Big Pharma's going down the pan, taking its contractors with it
Investors are running for the door - implosion on the way!!!
An update first…
…in June this year, I posted the great news that the US academic publisher with a global reach, Wiley, had asked me to submit a proposal for a second book with them. Well, I did, it was accepted, and a contract was signed in August.
The title is Transforming the Pharmaceutical Supply Chain, and I have been busily putting the manuscript together since. These are the details:
Subject Matter: Pharmaceutical science and industry
Level and Readership: Graduate level students, researchers, and professionals
Number of pages: 300 printed and bound pages, book format of 6 x 9 in, for publication in 4-color format
Style of references: Numeric by citation in text
Number and type of interior illustrations: Approximately 50
This is the draft PREFACE (note: subject to change).
More to come closer to the date of publication.
More on Big Pharma’s journey down the pan
We know now that Pfizer’s and Moderna’s share prices are tanking on the back of massive loss of sales of you know what. The same direction of share price drop is happening with AstraZeneca’s share price.
If you remember the previous post below, you will also understand the knock-on supply chain dynamic known as the bullwhip effect. In a nut shell, it means that the lower tiers in the supply chain take a hit also, and the further down the chain they are, the bigger the hit they take
There will be a lot going on under the surface
Can you imagine the legal wranglings that must be going on between the various supply companies that have signed supply agreements with minimum quantites and all sorts of other terms that are not being met?
As an example, take the contract development and manufacturing organisation (CDMO) that was supplying the AstraZeneca drug substance:
Same for Moderna’s supplier Lonza, having just fired its CEO for loss of earnings:
This is good news for stopping the jabs, as it may be investors walking away will do the job before the courts get around to it.
Nah. I read all the analyst research on these names and the share price has nothing to do with the pending legal shit show I’m afraid.
It’s just that enough of the market was Covid believers (just like everyone else) and now that portion of shareholders is being slapped in the face with the cold, hard reality that a growing chunk of the population think the jabs are a waste of time. Very few know how deadly they are in reality. So sales expectations have dropped. And hence the share price.
The market is a herd, it’s on the turn, but we haven’t reached catastrophic plunge yet.
We are a few years ahead, knowledge wise.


* **What you need to do**:
Among the entries below, find all lines that include "from" and copy them.

[Figure collection entries]
──────

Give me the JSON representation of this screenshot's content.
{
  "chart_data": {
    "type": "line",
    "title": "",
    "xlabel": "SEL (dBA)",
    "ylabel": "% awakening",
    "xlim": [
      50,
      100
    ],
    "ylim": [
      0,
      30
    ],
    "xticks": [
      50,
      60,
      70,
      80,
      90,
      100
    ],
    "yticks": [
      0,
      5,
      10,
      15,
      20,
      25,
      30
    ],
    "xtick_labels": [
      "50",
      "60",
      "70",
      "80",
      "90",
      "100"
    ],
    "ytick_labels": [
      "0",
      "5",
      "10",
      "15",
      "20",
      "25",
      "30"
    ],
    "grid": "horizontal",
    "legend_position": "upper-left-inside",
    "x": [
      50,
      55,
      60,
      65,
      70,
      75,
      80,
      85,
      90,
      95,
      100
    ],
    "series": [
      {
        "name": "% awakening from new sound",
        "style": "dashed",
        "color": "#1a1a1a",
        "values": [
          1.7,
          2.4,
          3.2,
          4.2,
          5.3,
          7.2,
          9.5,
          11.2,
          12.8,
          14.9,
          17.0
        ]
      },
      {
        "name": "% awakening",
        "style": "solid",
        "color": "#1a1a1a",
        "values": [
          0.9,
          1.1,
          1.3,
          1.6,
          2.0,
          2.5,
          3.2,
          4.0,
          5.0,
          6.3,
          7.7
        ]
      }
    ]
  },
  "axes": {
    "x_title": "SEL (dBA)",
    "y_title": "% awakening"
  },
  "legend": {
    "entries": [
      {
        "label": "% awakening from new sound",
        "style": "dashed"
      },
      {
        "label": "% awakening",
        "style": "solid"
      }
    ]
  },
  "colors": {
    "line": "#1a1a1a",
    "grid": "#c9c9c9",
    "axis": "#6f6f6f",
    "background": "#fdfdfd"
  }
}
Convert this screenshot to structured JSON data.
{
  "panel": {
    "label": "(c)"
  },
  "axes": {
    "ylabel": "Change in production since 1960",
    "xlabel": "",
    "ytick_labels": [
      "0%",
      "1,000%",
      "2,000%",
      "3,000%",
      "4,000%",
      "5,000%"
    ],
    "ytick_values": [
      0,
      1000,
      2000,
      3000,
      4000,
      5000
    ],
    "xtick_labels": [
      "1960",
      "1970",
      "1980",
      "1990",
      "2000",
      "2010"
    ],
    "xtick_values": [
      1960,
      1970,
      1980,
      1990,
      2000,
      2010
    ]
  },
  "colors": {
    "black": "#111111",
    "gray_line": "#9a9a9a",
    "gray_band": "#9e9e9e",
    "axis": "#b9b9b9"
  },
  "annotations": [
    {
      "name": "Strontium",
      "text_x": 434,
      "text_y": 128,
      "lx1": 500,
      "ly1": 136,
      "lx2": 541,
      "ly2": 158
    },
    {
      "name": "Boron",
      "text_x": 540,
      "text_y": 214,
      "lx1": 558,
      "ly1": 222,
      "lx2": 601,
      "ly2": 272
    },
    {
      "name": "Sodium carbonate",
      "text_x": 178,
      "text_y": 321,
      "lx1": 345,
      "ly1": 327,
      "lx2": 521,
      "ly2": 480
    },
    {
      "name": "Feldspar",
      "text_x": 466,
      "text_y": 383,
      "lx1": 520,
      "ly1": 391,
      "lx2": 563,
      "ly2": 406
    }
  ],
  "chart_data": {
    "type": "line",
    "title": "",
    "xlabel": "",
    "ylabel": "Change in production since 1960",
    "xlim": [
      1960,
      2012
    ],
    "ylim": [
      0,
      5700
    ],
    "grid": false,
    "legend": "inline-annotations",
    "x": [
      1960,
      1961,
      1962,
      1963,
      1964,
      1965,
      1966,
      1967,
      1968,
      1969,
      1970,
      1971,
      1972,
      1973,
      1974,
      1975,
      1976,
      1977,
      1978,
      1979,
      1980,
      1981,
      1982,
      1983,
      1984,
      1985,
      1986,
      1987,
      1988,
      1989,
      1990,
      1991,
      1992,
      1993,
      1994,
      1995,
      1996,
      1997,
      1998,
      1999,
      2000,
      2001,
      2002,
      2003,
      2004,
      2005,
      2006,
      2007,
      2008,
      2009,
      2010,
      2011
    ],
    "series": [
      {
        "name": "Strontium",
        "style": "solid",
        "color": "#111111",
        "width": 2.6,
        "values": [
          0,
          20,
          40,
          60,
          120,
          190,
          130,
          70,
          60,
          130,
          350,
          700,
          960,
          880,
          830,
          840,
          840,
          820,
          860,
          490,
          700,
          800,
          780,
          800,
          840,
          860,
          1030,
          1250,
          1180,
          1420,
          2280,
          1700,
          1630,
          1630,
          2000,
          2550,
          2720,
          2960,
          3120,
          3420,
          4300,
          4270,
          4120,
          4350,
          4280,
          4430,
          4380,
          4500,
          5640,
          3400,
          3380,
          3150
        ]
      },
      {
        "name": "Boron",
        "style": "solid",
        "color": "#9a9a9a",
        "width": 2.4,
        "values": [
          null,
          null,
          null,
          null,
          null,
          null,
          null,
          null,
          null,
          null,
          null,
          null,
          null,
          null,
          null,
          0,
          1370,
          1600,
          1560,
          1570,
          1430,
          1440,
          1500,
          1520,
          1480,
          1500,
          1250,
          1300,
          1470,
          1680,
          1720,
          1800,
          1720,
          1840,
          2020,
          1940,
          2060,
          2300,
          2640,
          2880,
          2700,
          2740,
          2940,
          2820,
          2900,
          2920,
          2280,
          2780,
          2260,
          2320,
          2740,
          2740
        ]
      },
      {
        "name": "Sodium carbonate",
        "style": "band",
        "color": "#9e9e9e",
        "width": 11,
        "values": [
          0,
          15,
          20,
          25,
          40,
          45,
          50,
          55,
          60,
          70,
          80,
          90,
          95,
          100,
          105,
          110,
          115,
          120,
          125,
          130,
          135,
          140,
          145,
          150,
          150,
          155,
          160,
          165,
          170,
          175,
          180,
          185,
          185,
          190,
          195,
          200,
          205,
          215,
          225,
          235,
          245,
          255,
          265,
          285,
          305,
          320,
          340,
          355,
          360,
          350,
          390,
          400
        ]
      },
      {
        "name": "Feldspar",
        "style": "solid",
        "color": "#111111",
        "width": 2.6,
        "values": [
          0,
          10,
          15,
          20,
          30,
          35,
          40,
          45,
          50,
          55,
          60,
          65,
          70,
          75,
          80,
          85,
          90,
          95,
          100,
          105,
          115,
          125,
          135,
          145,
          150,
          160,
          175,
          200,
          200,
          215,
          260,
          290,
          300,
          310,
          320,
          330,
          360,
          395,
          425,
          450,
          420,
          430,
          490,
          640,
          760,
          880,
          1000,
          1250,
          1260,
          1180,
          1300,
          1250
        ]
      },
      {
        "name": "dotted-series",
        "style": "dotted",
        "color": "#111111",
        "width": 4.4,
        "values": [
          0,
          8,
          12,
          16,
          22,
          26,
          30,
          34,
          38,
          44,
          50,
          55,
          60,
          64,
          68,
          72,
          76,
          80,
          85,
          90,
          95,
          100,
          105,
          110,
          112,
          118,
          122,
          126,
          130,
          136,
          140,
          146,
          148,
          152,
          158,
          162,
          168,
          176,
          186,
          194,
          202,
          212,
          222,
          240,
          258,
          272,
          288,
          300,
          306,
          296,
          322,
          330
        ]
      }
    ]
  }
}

──────

* **Exercise result**:
        "name": "% awakening from new sound",
        "label": "% awakening from new sound",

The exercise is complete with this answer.